During the period of the professionalization of American medicine,
many authors were concerned with a concurrent tendency to define
identity in biological terms. Most of them doctors or patients
themselves, they used literature polemically to convey their views
about the meaning of the body and the origin and cure of disease.
This book demonstrates that emergent medical beliefs about bodily
functions and malfunctions surface in the writings of these authors
not simply as thematic concerns but as problems for narrative form.

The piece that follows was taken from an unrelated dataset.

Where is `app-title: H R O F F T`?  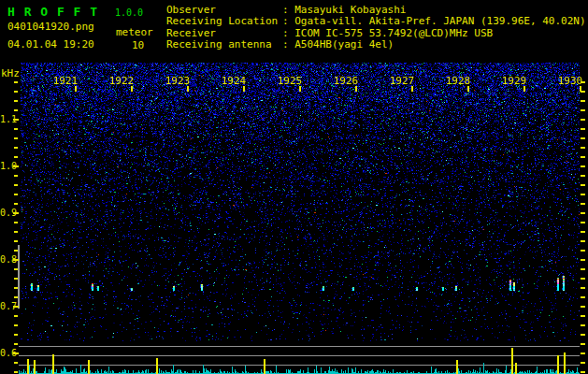
app-title: H R O F F T is located at coordinates (52, 11).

Through a series of careful, historicized readings of works by a
range of authors--including Louisa May Alcott, Charles W. Chesnutt,
Margaret Fuller, Charlotte Perkins Gilman, Frances E. Watkins
Harper, Oliver Wendell Holmes, Jr., Pauline E. Hopkins, William
Dean Howells, and Elizabeth Stuart Phelps--the book relates both
the "what" and the "how" of representation to specific theories of
embodiment emerging during this burgeoning yet awkward period of
medical history.
This extensive chronology of US women's writing and social history catalogues authors of fiction and nonfiction across a wide range of genres - novels, poetry, cookbooks, songs - and describes the events from world-transforming to everyday occurences when these works were produced. This invaluable resource is a celebration of the many forms of works - written and social, tangible and intangible - produced by American women.